Thursday, January 5, 2012

Corporate Governance

The lotto ticket which is becoming a CEO is amazing.  How shareholders refuse to hold board members accountable for this mess is an indication that governance from the private sector is never a good option.  My big beef is with CEOs' who come in, destroy a company, ruin shareholder value, and then when terminated get a reward which may not even be deserving for a human being who has added value for shareholders instead of destroying it.  A perfect case in point is what has been happening at HP. Leo Apotheker was hired in November of 2010 after Mark Hurd got canned.  Apotheker then proceeded to destroy close to half of the equity value of the compnay due to some terrible decisions in his short reign.  HP proceeded to do the right thing and fire him but also gave him over $25M in severance for his efforts. 

WTF?

I wish I can say that this is the exception to the rule but it is not.  In a day where the income gap between the super rich CEOs' and that of average workers is greater than ever one has to wonder why these people get away with such things.  The outrage gets even worse when one considers that these people make all of this money and when it is time to cut spending their first item of business is to cut workers.  This is a travesty that needs to be addressed by government (can anyone say clawback).  Everyone should pay for a company's demise, for employees it is obvious that if the decisions from above backfire they will lose their jobs, but for those decision makers that fail shouldn't they pay a much steeper price for their failures?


## WHAT IS BEING ASKED
Below are some records; print every one of them exactly.

## SUPPLIED DATA

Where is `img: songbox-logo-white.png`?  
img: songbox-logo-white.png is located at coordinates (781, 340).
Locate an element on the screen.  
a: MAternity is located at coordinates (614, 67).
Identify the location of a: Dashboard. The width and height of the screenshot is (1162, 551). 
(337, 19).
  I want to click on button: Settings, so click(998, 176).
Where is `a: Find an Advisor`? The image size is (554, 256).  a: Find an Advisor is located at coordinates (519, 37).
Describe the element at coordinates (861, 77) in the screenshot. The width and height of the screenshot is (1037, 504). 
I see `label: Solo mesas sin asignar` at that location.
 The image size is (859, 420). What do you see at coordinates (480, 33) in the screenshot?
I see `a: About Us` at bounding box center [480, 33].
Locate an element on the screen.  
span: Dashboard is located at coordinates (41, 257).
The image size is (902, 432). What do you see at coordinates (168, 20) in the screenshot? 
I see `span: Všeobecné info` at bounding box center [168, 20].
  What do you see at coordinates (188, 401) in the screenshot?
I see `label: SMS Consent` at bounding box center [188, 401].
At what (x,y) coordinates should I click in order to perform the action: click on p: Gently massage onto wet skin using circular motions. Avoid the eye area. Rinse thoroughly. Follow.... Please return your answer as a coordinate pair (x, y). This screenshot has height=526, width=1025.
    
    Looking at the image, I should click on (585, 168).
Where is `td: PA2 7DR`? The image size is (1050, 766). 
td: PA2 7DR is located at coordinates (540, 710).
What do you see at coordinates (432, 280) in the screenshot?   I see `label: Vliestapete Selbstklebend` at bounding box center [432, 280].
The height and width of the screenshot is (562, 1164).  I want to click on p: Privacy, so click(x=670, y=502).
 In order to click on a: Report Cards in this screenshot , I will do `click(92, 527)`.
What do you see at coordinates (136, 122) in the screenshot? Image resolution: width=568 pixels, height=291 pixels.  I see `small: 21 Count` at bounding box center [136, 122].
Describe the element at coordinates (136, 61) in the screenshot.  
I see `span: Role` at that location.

## OUTPUT OF THE EXERCISE
Where is `img: songbox-logo-white.png`?  
img: songbox-logo-white.png is located at coordinates (781, 340).
Locate an element on the screen.  
a: MAternity is located at coordinates (614, 67).
Identify the location of a: Dashboard. The width and height of the screenshot is (1162, 551). 
(337, 19).
  I want to click on button: Settings, so click(998, 176).
Where is `a: Find an Advisor`? The image size is (554, 256).  a: Find an Advisor is located at coordinates (519, 37).
Describe the element at coordinates (861, 77) in the screenshot. The width and height of the screenshot is (1037, 504). 
I see `label: Solo mesas sin asignar` at that location.
 The image size is (859, 420). What do you see at coordinates (480, 33) in the screenshot?
I see `a: About Us` at bounding box center [480, 33].
Locate an element on the screen.  
span: Dashboard is located at coordinates (41, 257).
The image size is (902, 432). What do you see at coordinates (168, 20) in the screenshot? 
I see `span: Všeobecné info` at bounding box center [168, 20].
  What do you see at coordinates (188, 401) in the screenshot?
I see `label: SMS Consent` at bounding box center [188, 401].
At what (x,y) coordinates should I click in order to perform the action: click on p: Gently massage onto wet skin using circular motions. Avoid the eye area. Rinse thoroughly. Follow.... Please return your answer as a coordinate pair (x, y). This screenshot has height=526, width=1025.
    
    Looking at the image, I should click on (585, 168).
Where is `td: PA2 7DR`? The image size is (1050, 766). 
td: PA2 7DR is located at coordinates (540, 710).
What do you see at coordinates (432, 280) in the screenshot?   I see `label: Vliestapete Selbstklebend` at bounding box center [432, 280].
The height and width of the screenshot is (562, 1164).  I want to click on p: Privacy, so click(x=670, y=502).
 In order to click on a: Report Cards in this screenshot , I will do `click(92, 527)`.
What do you see at coordinates (136, 122) in the screenshot? Image resolution: width=568 pixels, height=291 pixels.  I see `small: 21 Count` at bounding box center [136, 122].
Describe the element at coordinates (136, 61) in the screenshot.  
I see `span: Role` at that location.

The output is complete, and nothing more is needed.